It was night. Again he was carried but now the haze had swallowed the stars. Strangely enough, he could hear clearly. The singing at which had marveled sounded loud and close at hand, and he discovered it to be the unsyllabic, unintelligible grunts of olz at work. He had a sensation of falling until he realized that his head was lower than his feet. On and on he was carried, down a down, louder and louder sound the grunts of the laboring olz as every sound echoed and magnified and suddenly light bloomed to flash and sparkle above him.

He was in a cave, and tiny stalactites formed a lacy fairy mist on irregular ceiling. Then the ceiling veered beyond reach of the flickering torches and a blast of cold struck him.

Lowered to the ground, he rolled helplessly down a slight incline and came to rest on his side, and with a shuddering finality he knew that he was dead. Directly before him rose a vast pile of the pathetic, inert bodies of olz, and even as he was comprehending what it was hands lifted him and placed him upon it. He was one with the dead olz, and the living olz had brought him here for burial.

He was alone with the dead. Water, dripping from somewhere far above, sounded random drum taps on the piled bodies. The flush of fever had faded. He felt cold, drained of life, and his only thought was that eternity, in such a place, would be very dull indeed.

He slept, and when he awoke he found himself able to turn his head slightly, wiggle a finger, lift a hand a centimeter or two. He was alive, but paralyzed by weakness, and the olz had interred him with their dead.

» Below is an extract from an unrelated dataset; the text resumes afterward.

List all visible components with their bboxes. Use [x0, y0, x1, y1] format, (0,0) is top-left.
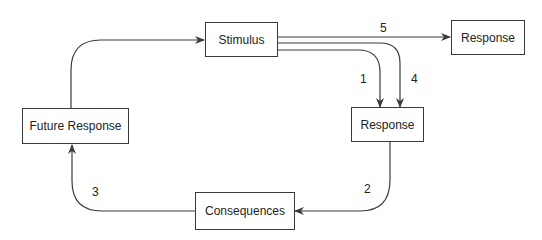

The olz returned. Farrari watched the flickering shadows thrown by their torches and listened to the padding of their bare feet. Their shuffling footsteps receded into the depths of the cave, returned, encircled the mounds of dead. Abruptly a voice was raised in a strange, rhythmic chant of ol speech sounds intertwined with guttural nonsense. The chant performed an endless dialogue with its own echoes, the footsteps receded and returned, and finally Farrari became aware that there was a pattern, a cycle to what the olz were doing. From a whispered beginning the chant crescendoed to a shout followed by abrupt, motionless silence. This was repeated several times, the procession receded into the distance and returned, and a new cycle began.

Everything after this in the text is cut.